I love animals. For years I’ve considered volunteering at an animal shelter, but my fear that my heart would break in a thousand different ways kept me away until this past winter. On a whim, I decided to sign-up to voluneer at Ohio Allycat Resource.
The shelter is a nice place, not the dingy wall to wall crates with terrified furry little souls inside I had imagined. Most of the cats are in large rooms filled with toys, soft beds and each room has its own little cat doors out to catios where there’s endless bird and squirrel watching available to them. The fact that this temporary home is so nicely outfitted neutralized my worries about leaving my shifts filled with sadness.
While I worried over how much sadness this weekly ritual would bring, I was surprised to find how much it filled me up to do dirty work with several other people who would squeal at kittens just as much as I do. The work is not at all glamorous, scrubbing litter boxes, scraping kitten poo off the wall, mopping, cleaning dishes, and changing over laundry. And yet there’s something about it that’s feeding my soul.
When COVID-19 really hit here and Ohio was on lock-down, that group of folks feeding and cleaning up after cats were the only people I would see in person every week apart from my wife. I’d never thought my 2 or 3 days at the office really did much for me, but without it I was feeling the strain of isolation. I didn’t know I needed small social interactions until the pandemic.
Week by week we would clean pounds and pounds of litter, and pause to chat. It was never spoken aloud that we all needed a bit more social interaction, but we would linger over the dishes and check-in with each other. We would have conversations about what the pandemic was like for each of us spread across the hallway. Those weeks that I was feeling the most alone, I looked forward to those shifts.
We’ve negotiated how we can see our friends now, usually outside and at a distance, and I’m feeling less of the strain of isolation. Those cats and the folks caring for those cats really helped carry me through those tough weeks. That routine felt like the one sure thing I could hang on to for a couple months. And I am tremendously grateful.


→ What needs to be done
The expected answer is every line from the material below that has the word "Children".

→ Extracted data
───

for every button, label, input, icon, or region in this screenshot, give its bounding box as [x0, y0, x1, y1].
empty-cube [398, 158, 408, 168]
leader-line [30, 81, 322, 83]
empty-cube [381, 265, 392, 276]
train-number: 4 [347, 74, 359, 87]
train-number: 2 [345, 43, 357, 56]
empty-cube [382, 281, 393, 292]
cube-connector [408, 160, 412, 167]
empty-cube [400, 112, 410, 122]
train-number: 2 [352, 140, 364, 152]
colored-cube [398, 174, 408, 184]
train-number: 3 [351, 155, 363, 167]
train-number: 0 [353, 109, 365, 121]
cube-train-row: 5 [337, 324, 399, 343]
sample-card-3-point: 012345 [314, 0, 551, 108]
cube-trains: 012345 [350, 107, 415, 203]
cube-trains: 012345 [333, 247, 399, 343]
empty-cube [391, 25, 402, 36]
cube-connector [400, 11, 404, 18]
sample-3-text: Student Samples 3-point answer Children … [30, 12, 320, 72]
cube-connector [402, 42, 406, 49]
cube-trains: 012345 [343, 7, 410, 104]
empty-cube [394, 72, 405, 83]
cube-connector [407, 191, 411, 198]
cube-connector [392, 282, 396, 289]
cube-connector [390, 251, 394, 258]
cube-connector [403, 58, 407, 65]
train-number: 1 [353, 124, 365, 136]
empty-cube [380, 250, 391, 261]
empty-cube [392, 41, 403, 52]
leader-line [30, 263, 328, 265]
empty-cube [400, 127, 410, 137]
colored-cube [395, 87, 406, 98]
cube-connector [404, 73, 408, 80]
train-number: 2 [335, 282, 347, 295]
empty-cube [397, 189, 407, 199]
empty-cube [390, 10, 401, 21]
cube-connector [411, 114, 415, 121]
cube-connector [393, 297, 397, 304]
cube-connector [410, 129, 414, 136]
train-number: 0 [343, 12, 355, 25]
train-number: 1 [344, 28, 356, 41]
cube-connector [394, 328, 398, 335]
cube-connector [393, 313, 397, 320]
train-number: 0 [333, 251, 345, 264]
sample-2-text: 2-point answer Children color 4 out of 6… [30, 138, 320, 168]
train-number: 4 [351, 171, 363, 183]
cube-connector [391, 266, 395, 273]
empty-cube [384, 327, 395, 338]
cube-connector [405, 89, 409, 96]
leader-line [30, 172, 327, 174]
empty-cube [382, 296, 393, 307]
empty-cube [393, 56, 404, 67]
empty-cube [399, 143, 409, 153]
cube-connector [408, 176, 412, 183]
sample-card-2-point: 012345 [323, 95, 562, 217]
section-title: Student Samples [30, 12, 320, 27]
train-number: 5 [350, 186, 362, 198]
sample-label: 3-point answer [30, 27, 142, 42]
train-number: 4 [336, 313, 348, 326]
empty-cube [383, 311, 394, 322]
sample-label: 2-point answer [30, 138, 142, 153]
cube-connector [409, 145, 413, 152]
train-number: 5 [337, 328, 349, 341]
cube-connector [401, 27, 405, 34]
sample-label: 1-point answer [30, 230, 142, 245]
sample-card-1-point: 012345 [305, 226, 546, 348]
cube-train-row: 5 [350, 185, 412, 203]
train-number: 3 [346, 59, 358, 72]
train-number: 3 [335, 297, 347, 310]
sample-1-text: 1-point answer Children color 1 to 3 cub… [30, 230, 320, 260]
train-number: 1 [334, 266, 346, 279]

───

→ Response to this task
sample-3-text: Student Samples 3-point answer Children … [30, 12, 320, 72]
sample-2-text: 2-point answer Children color 4 out of 6… [30, 138, 320, 168]
sample-1-text: 1-point answer Children color 1 to 3 cub… [30, 230, 320, 260]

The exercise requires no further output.